Day 2 of tryouts is in the books. Sammy and Brandon, the two likely cuts from yesterday, weren’t there, leaving us with 11 players. We started off with dribble suicides, which didn’t tell me anything I didn’t know. I have a pretty good feel for who can dribble, Josh foremost among them, and who can’t, pretty much everyone else. After this we did Animal Rebounding, my absolute favorite drill. It’s my favorite because it teaches aggression, it teaches rebounding, it teaches how to get a shot off with three guys in your face. In Animal Rebounding you want points. You get a point every time you get a rebound, make a shot, steal the ball, block a shot, or cause two jump balls. Normally we play to 5, but to expedite things during tryouts we played to three. At three there is some definite luck involved, but upon watching the video the winners of our three groups, Josh, Seth, and Michael, were all worthy winners. We’re going to do this again tonight, and due to a football game I’m only expecting 8 or so, and we’ll play up to 5. Between the two games, I should have a good feel for their abilities in this game. I was encouraged that I heard a couple of players say they felt the game was fun. That’s a good thing.

After Animal Rebounding we did full court lay-ups. Basically everyone got the same range of scores, of 5-7, making it worthless. We did it for 45 seconds and it tells me that 45 seconds just isn’t long enough it seems to get a range. Though the drill was useful, since when I watched it on video I was able to get a sense of the kids’ layup form, most of which was poor.

I’ve ragged a little on their fundamentals, which in some ways is unfair. They are a B-level team and B-level team are going to have problems with fundamentals. And while I intellectually know the importance of teaching good fundamentals, I haven’t done the greatest job in the world of actually doing so. I have some structure changes to my practices that I think will encourage them to be used better, but I still recognize this as an area where I can coach better.

After full court lay-ups we did a 3 man weave, which was our first passing sort of drill. This was where a few kids showed some good basketball IQ, or at least good previous instruction, as they knew some of the subtle things to do, like running wide, to do the drill well.

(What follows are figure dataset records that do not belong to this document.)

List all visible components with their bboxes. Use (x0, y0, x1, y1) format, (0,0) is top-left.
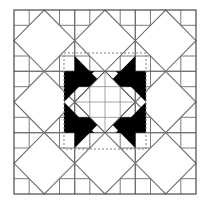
quilt-block-svg: Star quilt block pattern (0, 0, 210, 207)
quilt-diagram-root: Star quilt block pattern (0, 0, 210, 207)
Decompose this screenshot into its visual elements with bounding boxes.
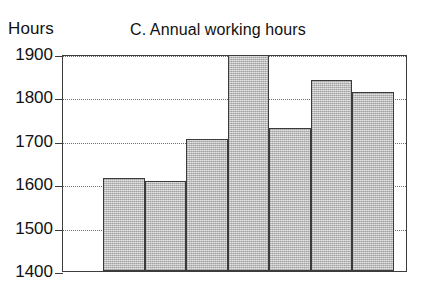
y-axis-unit-label: Hours bbox=[8, 19, 54, 39]
bar: Poland bbox=[311, 80, 353, 271]
bar-category-label: Finland bbox=[272, 164, 290, 271]
plot-area: GermanyFranceUKUSAFinlandPolandJapan bbox=[62, 55, 407, 272]
bar: Finland bbox=[269, 128, 311, 271]
bar-category-label: France bbox=[147, 164, 165, 271]
bar-category-label: USA bbox=[230, 164, 248, 271]
bar-category-label: Poland bbox=[313, 164, 331, 271]
y-axis-tick-label: 1900 bbox=[15, 45, 53, 65]
y-axis-tick-label: 1500 bbox=[15, 219, 53, 239]
y-axis-tick-label: 1600 bbox=[15, 175, 53, 195]
y-axis-tick bbox=[55, 56, 63, 57]
chart-title: C. Annual working hours bbox=[130, 21, 306, 39]
bar: Japan bbox=[352, 92, 394, 271]
bar-category-label: Germany bbox=[106, 164, 124, 271]
bars-layer: GermanyFranceUKUSAFinlandPolandJapan bbox=[63, 56, 406, 271]
y-axis-tick bbox=[55, 99, 63, 100]
y-axis-tick bbox=[55, 230, 63, 231]
y-axis-tick bbox=[55, 186, 63, 187]
bar: France bbox=[145, 181, 187, 271]
bar: UK bbox=[186, 139, 228, 271]
bar-category-label: Japan bbox=[355, 164, 373, 271]
bar-category-label: UK bbox=[189, 164, 207, 271]
y-axis-tick bbox=[55, 143, 63, 144]
y-axis-tick-label: 1700 bbox=[15, 132, 53, 152]
y-axis-tick-label: 1800 bbox=[15, 88, 53, 108]
y-axis-tick bbox=[55, 273, 63, 274]
chart-figure: Hours C. Annual working hours 1900180017… bbox=[0, 0, 430, 297]
y-axis-tick-labels: 190018001700160015001400 bbox=[0, 55, 53, 272]
bar: Germany bbox=[103, 178, 145, 271]
bar: USA bbox=[228, 56, 270, 271]
y-axis-tick-label: 1400 bbox=[15, 262, 53, 282]
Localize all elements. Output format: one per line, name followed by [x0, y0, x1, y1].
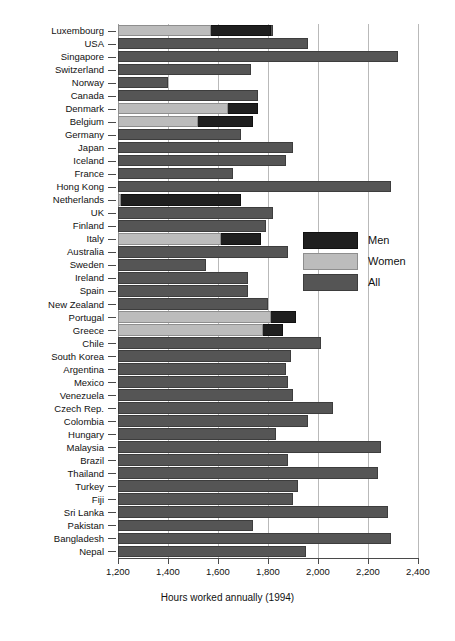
bar-row: [118, 402, 418, 415]
bar-all: [118, 337, 321, 349]
bar-all: [118, 77, 168, 89]
category-tick: [108, 538, 116, 539]
category-axis-ticks: [0, 24, 118, 558]
bar-row: [118, 193, 418, 206]
category-tick: [108, 304, 116, 305]
category-tick: [108, 226, 116, 227]
bar-row: [118, 206, 418, 219]
bar-row: [118, 337, 418, 350]
bar-row: [118, 519, 418, 532]
bar-all: [118, 64, 251, 76]
category-tick: [108, 395, 116, 396]
bar-row: [118, 24, 418, 37]
bar-all: [118, 402, 333, 414]
value-tick-label: 1,800: [248, 566, 288, 577]
value-tick: [368, 558, 369, 564]
bar-all: [118, 220, 266, 232]
bar-row: [118, 76, 418, 89]
bar-row: [118, 441, 418, 454]
legend-item-all: All: [303, 273, 443, 294]
category-tick: [108, 447, 116, 448]
category-tick: [108, 239, 116, 240]
category-tick: [108, 200, 116, 201]
bar-row: [118, 180, 418, 193]
category-tick: [108, 278, 116, 279]
bar-all: [118, 298, 268, 310]
value-tick-label: 2,000: [298, 566, 338, 577]
bar-all: [118, 259, 206, 271]
bar-row: [118, 467, 418, 480]
category-tick: [108, 369, 116, 370]
category-tick: [108, 317, 116, 318]
category-tick: [108, 70, 116, 71]
category-tick: [108, 525, 116, 526]
value-tick-label: 2,200: [348, 566, 388, 577]
bar-women: [118, 233, 221, 245]
bar-row: [118, 480, 418, 493]
category-tick: [108, 161, 116, 162]
bar-women: [118, 116, 198, 128]
bar-all: [118, 441, 381, 453]
legend-label-women: Women: [368, 253, 406, 270]
legend-swatch-men: [303, 232, 358, 249]
legend-item-men: Men: [303, 231, 443, 252]
bar-all: [118, 467, 378, 479]
bar-all: [118, 90, 258, 102]
category-tick: [108, 512, 116, 513]
bar-all: [118, 129, 241, 141]
bar-all: [118, 480, 298, 492]
category-tick: [108, 382, 116, 383]
bar-row: [118, 167, 418, 180]
bar-all: [118, 181, 391, 193]
category-tick: [108, 109, 116, 110]
value-axis-title: Hours worked annually (1994): [0, 592, 455, 603]
bar-all: [118, 285, 248, 297]
value-tick-label: 1,200: [98, 566, 138, 577]
bar-row: [118, 50, 418, 63]
bar-all: [118, 207, 273, 219]
bar-row: [118, 37, 418, 50]
bar-all: [118, 389, 293, 401]
value-tick: [118, 558, 119, 564]
category-tick: [108, 330, 116, 331]
category-tick: [108, 408, 116, 409]
category-tick: [108, 460, 116, 461]
category-tick: [108, 265, 116, 266]
bar-men: [118, 194, 241, 206]
category-tick: [108, 291, 116, 292]
bar-row: [118, 545, 418, 558]
value-tick-label: 1,600: [198, 566, 238, 577]
bar-all: [118, 350, 291, 362]
bar-row: [118, 350, 418, 363]
bar-all: [118, 493, 293, 505]
category-tick: [108, 343, 116, 344]
category-tick: [108, 83, 116, 84]
category-tick: [108, 551, 116, 552]
legend-label-all: All: [368, 274, 380, 291]
category-tick: [108, 187, 116, 188]
value-tick-label: 2,400: [398, 566, 438, 577]
legend-label-men: Men: [368, 232, 389, 249]
category-tick: [108, 148, 116, 149]
bar-all: [118, 168, 233, 180]
bar-row: [118, 376, 418, 389]
category-tick: [108, 57, 116, 58]
category-tick: [108, 31, 116, 32]
bar-women: [118, 311, 271, 323]
bar-chart: LuxembourgUSASingaporeSwitzerlandNorwayC…: [0, 0, 455, 641]
bar-women: [118, 194, 121, 206]
category-tick: [108, 252, 116, 253]
category-tick: [108, 174, 116, 175]
category-tick: [108, 96, 116, 97]
bar-all: [118, 142, 293, 154]
value-tick: [418, 558, 419, 564]
bar-row: [118, 493, 418, 506]
category-tick: [108, 135, 116, 136]
bar-all: [118, 363, 286, 375]
legend: Men Women All: [303, 231, 443, 294]
category-tick: [108, 356, 116, 357]
bar-all: [118, 246, 288, 258]
bar-women: [118, 25, 211, 37]
value-tick: [168, 558, 169, 564]
bar-row: [118, 415, 418, 428]
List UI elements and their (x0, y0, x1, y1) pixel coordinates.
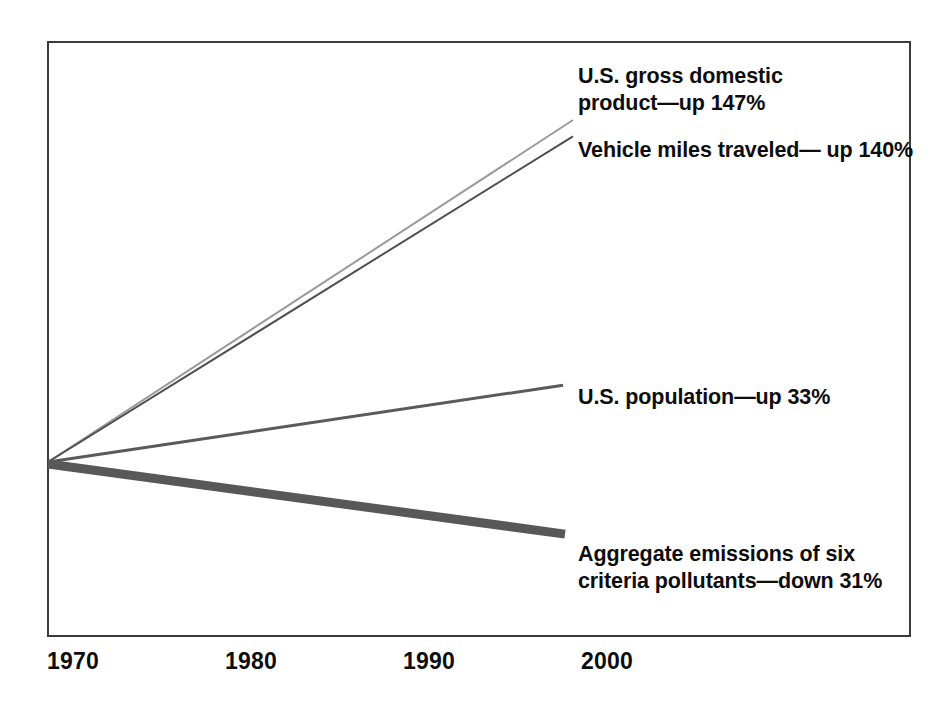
series-label-us-population: U.S. population—up 33% (578, 384, 830, 411)
x-axis-tick-2000: 2000 (581, 648, 633, 675)
series-label-gdp: U.S. gross domestic product—up 147% (578, 63, 783, 117)
series-label-vehicle-miles-traveled: Vehicle miles traveled— up 140% (578, 137, 913, 164)
series-label-aggregate-emissions: Aggregate emissions of six criteria poll… (578, 541, 882, 595)
x-axis-tick-1990: 1990 (403, 648, 455, 675)
comparison-of-growth-areas-and-emissions-chart: U.S. gross domestic product—up 147% Vehi… (0, 0, 947, 713)
x-axis-tick-1980: 1980 (225, 648, 277, 675)
x-axis-tick-1970: 1970 (47, 648, 99, 675)
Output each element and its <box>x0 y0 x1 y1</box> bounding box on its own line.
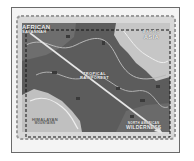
label-north-american-wilderness: NORTH AMERICAN WILDERNESS <box>126 122 161 130</box>
label-exotic-asia: EXOTIC ASIA <box>143 30 160 40</box>
label-african-savannah: AFRICAN SAVANNAH <box>22 24 50 34</box>
label-himalayan-mountains: HIMALAYAN MOUNTAINS <box>32 118 58 125</box>
label-tropical-rainforest: TROPICAL RAINFOREST <box>80 72 109 80</box>
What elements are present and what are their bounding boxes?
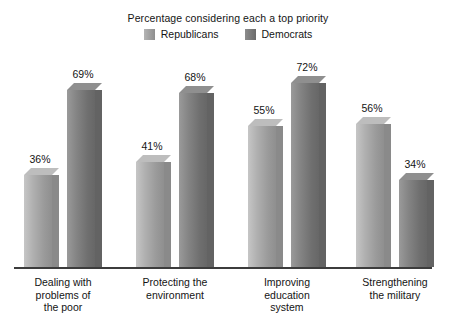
category-label-line: the military xyxy=(335,289,455,302)
bar-side-face xyxy=(276,126,283,267)
bar-front-face xyxy=(67,90,95,267)
bar-front-face xyxy=(136,162,164,267)
category-label-line: Strengthening xyxy=(335,276,455,289)
bar-front-face xyxy=(24,175,52,267)
bar-value-label: 36% xyxy=(29,153,50,165)
x-axis-baseline xyxy=(14,267,432,269)
bar-value-label: 72% xyxy=(296,61,317,73)
bar-value-label: 34% xyxy=(404,158,425,170)
plot-area: 36%69%Dealing withproblems ofthe poor41%… xyxy=(0,0,456,331)
bar-front-face xyxy=(248,126,276,267)
bar-top-face xyxy=(24,168,59,175)
bar-republicans-1 xyxy=(24,175,52,267)
bar-side-face xyxy=(164,162,171,267)
bar-side-face xyxy=(52,175,59,267)
bar-democrats-4 xyxy=(399,180,427,267)
category-label-line: environment xyxy=(115,289,235,302)
bar-side-face xyxy=(427,180,434,267)
category-label-line: system xyxy=(227,301,347,314)
bar-democrats-3 xyxy=(291,83,319,267)
category-label-line: Protecting the xyxy=(115,276,235,289)
bar-top-face xyxy=(356,117,391,124)
bar-value-label: 55% xyxy=(253,104,274,116)
category-label-line: problems of xyxy=(3,289,123,302)
bar-value-label: 41% xyxy=(141,140,162,152)
category-label-4: Strengtheningthe military xyxy=(335,276,455,301)
bar-side-face xyxy=(384,124,391,267)
bar-side-face xyxy=(207,93,214,267)
bar-top-face xyxy=(399,173,434,180)
bar-value-label: 56% xyxy=(361,102,382,114)
category-label-1: Dealing withproblems ofthe poor xyxy=(3,276,123,314)
bar-republicans-4 xyxy=(356,124,384,267)
category-label-3: Improvingeducationsystem xyxy=(227,276,347,314)
category-label-line: education xyxy=(227,289,347,302)
bar-value-label: 68% xyxy=(184,71,205,83)
bar-republicans-2 xyxy=(136,162,164,267)
bar-front-face xyxy=(399,180,427,267)
category-label-line: Dealing with xyxy=(3,276,123,289)
bar-top-face xyxy=(291,76,326,83)
category-label-2: Protecting theenvironment xyxy=(115,276,235,301)
bar-chart: Percentage considering each a top priori… xyxy=(0,0,456,331)
bar-front-face xyxy=(291,83,319,267)
bar-top-face xyxy=(67,83,102,90)
bar-democrats-1 xyxy=(67,90,95,267)
bar-democrats-2 xyxy=(179,93,207,267)
bar-top-face xyxy=(248,119,283,126)
category-label-line: the poor xyxy=(3,301,123,314)
bar-front-face xyxy=(179,93,207,267)
bar-value-label: 69% xyxy=(72,68,93,80)
bar-side-face xyxy=(95,90,102,267)
category-label-line: Improving xyxy=(227,276,347,289)
bar-top-face xyxy=(179,86,214,93)
bar-republicans-3 xyxy=(248,126,276,267)
bar-front-face xyxy=(356,124,384,267)
bar-top-face xyxy=(136,155,171,162)
bar-side-face xyxy=(319,83,326,267)
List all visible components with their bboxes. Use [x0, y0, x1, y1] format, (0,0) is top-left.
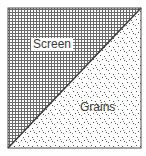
- screen-grains-diagram: [0, 0, 146, 156]
- screen-label: Screen: [31, 38, 73, 51]
- grains-label: Grains: [78, 101, 117, 114]
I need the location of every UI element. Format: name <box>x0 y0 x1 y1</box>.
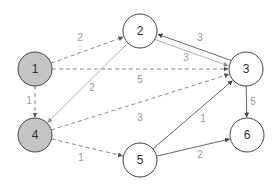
edge-weight-label: 2 <box>197 149 203 160</box>
node-4: 4 <box>18 118 52 152</box>
node-3: 3 <box>229 52 263 86</box>
edge-weight-label: 5 <box>250 96 256 107</box>
node-label: 2 <box>137 24 144 38</box>
graph-diagram: 25123331125 123456 <box>0 0 278 188</box>
edge-weight-label: 3 <box>197 32 203 43</box>
edge-weight-label: 1 <box>200 113 206 124</box>
node-label: 4 <box>32 128 39 142</box>
edge-2-to-4 <box>48 43 128 122</box>
edge-weight-label: 2 <box>89 82 95 93</box>
edge-5-to-3 <box>153 81 232 149</box>
node-label: 3 <box>243 62 250 76</box>
node-2: 2 <box>123 14 157 48</box>
edge-weight-label: 5 <box>137 74 143 85</box>
edge-5-to-6 <box>157 139 230 156</box>
edge-2-to-3 <box>155 40 228 66</box>
node-label: 5 <box>137 153 144 167</box>
node-label: 6 <box>244 128 251 142</box>
edges-layer <box>35 34 247 156</box>
edge-weight-label: 1 <box>78 152 84 163</box>
node-1: 1 <box>18 52 52 86</box>
edge-1-to-2 <box>51 37 123 63</box>
edge-3-to-2 <box>158 34 231 60</box>
nodes-layer: 123456 <box>18 14 264 177</box>
edge-weight-label: 2 <box>77 32 83 43</box>
node-6: 6 <box>230 118 264 152</box>
edge-4-to-5 <box>52 139 123 156</box>
node-5: 5 <box>123 143 157 177</box>
edge-weight-label: 3 <box>183 52 189 63</box>
edge-weight-label: 1 <box>26 95 32 106</box>
node-label: 1 <box>32 62 39 76</box>
edge-weight-label: 3 <box>137 112 143 123</box>
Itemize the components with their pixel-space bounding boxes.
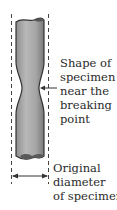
label-line: diameter: [53, 175, 117, 189]
label-line: Shape of: [60, 56, 115, 70]
specimen-body: [16, 18, 44, 159]
label-line: near the: [60, 84, 115, 98]
necking-shape-label: Shape of specimen near the breaking poin…: [60, 56, 115, 126]
label-line: of specimen: [53, 189, 117, 203]
diameter-arrow-left: [12, 174, 18, 179]
label-line: point: [60, 112, 115, 126]
label-line: specimen: [60, 70, 115, 84]
label-line: breaking: [60, 98, 115, 112]
neck-arrow-head: [40, 86, 45, 91]
diameter-arrow-right: [42, 174, 48, 179]
specimen-diagram: Shape of specimen near the breaking poin…: [0, 0, 117, 210]
original-diameter-label: Original diameter of specimen: [53, 161, 117, 203]
label-line: Original: [53, 161, 117, 175]
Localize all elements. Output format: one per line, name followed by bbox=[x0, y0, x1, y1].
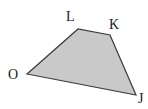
vertex-label-k: K bbox=[109, 18, 119, 32]
vertex-label-j: J bbox=[138, 92, 143, 106]
vertex-label-l: L bbox=[66, 10, 75, 24]
vertex-label-o: O bbox=[8, 68, 18, 82]
quadrilateral-shape bbox=[27, 29, 136, 95]
geometry-figure-canvas: O L K J bbox=[0, 0, 148, 109]
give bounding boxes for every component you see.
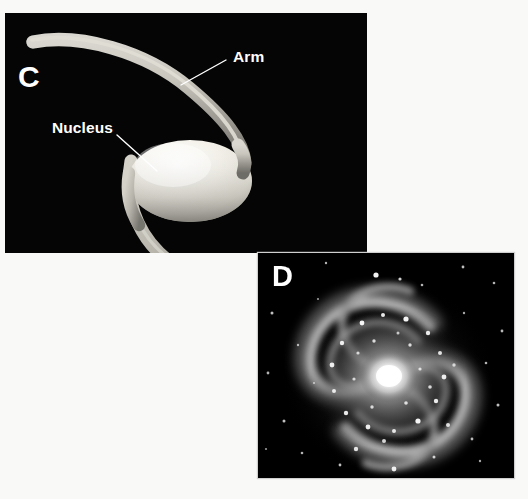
figure-root: C Arm Nucleus Arm	[0, 0, 528, 499]
label-nucleus: Nucleus	[52, 120, 113, 136]
galaxy-nucleus	[128, 140, 252, 222]
panel-c: C Arm Nucleus Arm	[5, 13, 367, 253]
galaxy-core-bright	[376, 365, 402, 387]
panel-letter-c: C	[18, 62, 39, 92]
panel-d-graphic	[258, 253, 514, 478]
panel-d: D	[258, 253, 514, 478]
label-arm-top: Arm	[233, 49, 264, 65]
panel-letter-d: D	[272, 262, 292, 291]
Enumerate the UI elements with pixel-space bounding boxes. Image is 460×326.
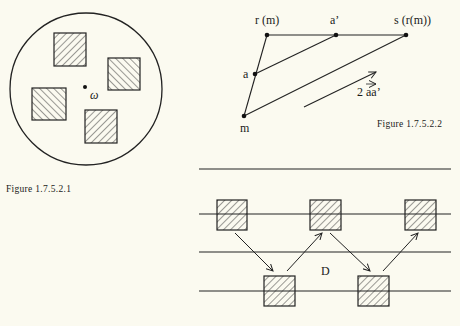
figure-strip-diagram: D <box>199 169 451 306</box>
point-m <box>242 114 247 119</box>
segment-a-aprime <box>255 35 336 74</box>
vector-label: 2 aa’ <box>357 85 381 99</box>
hatched-square-left <box>32 88 66 120</box>
label-a: a <box>243 67 249 81</box>
hatched-square-right <box>108 58 140 90</box>
vector-label-group: 2 aa’ <box>357 84 381 99</box>
figures-canvas: ω Figure 1.7.5.2.1 r (m) a’ s (r(m)) a m… <box>0 0 460 326</box>
omega-label: ω <box>90 88 98 102</box>
point-a <box>253 72 258 77</box>
upper-square-3 <box>405 200 436 230</box>
label-s-r-m: s (r(m)) <box>394 13 431 27</box>
upper-square-2 <box>310 200 341 230</box>
hatched-square-top <box>54 33 86 66</box>
center-point <box>83 85 87 89</box>
label-m: m <box>240 121 250 135</box>
label-r-m: r (m) <box>255 13 279 27</box>
segment-m-srm <box>244 35 406 116</box>
figure-1-7-5-2-2: r (m) a’ s (r(m)) a m 2 aa’ Figure 1.7.5… <box>240 13 442 135</box>
figure-1-7-5-2-1: ω Figure 1.7.5.2.1 <box>6 13 162 194</box>
lower-square-1 <box>264 276 295 306</box>
upper-square-1 <box>217 200 247 230</box>
hatched-square-bottom <box>85 110 117 143</box>
label-a-prime: a’ <box>330 13 339 27</box>
point-s-r-m <box>404 33 409 38</box>
point-r-m <box>265 33 270 38</box>
figure-2-caption: Figure 1.7.5.2.2 <box>377 119 442 129</box>
point-a-prime <box>334 33 339 38</box>
lower-square-2 <box>358 276 389 306</box>
region-label-d: D <box>321 264 330 278</box>
figure-1-caption: Figure 1.7.5.2.1 <box>6 184 71 194</box>
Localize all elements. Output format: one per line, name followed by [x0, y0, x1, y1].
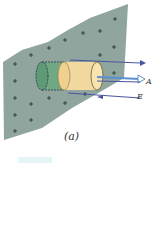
vector-e-label: E: [136, 92, 143, 101]
figure-caption: (a): [64, 130, 79, 143]
bottom-strip: [18, 157, 52, 163]
vector-a-label: A: [145, 77, 152, 86]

We then ended with some extended 5 on 5, with some no dribble 5 on 5 in the last few minutes. They did it without complaint and did it in many ways more effectively than my 5th grade team did it at the END of last year, so that was all good.

Basically I have a team at this point and a fairly good sense of their strengths and weaknesses. I know I said that I was going to go kid by kid, but I don’t think it would change much from where I’m at today, to tomorrow. So when the team is finalized I’ll start going over the players.

So I have 8 definite yeses. I have one almost definite yes, Kevin, who just rubs me the wrong way in some sense. Not sure why, but as I watched the video last night he went from a maybe to a yes. But something about him & Grant, who does well on all of the objective stuff we do and when I watch him does well subjectively, raise flags for me. And they’re both nice kids, or at least can appear so at tryouts, so it’s not an attitude thing.

That leaves basically 1 spot for two kids. The two kids on the bubble or Leonardo and Quintin. Right now I’m leaning pretty strongly towards Quintin. I watched everything these two did very carefully on video and they each have their strengths and weaknesses, but overall it seems like Quintin slightly outshines him. In particular I like two things about Quintin. One is he’s always trying to play defense. I’d say Leonardo has better defensive skills, but he’s also less likely to hustle back, and he’s more likely to leave his man to attempt to make a steal. The second is that Quintin seems to have a good sense of how to move on offense. He was always moving around doing something productive, whether it was a cut or a screen, or balancing the court. I would say the biggest plus for Leonardo is his passing. It would appear to be top 4 or 5 of the whole group. I haven’t done a lot of passing stuff, but this has seemed true from what we have done. Hopefully both will be there tonight so I can gain that much more information on them. But unlike in the past two years I don’t feel the same dilmena about the final players I’m going to choose.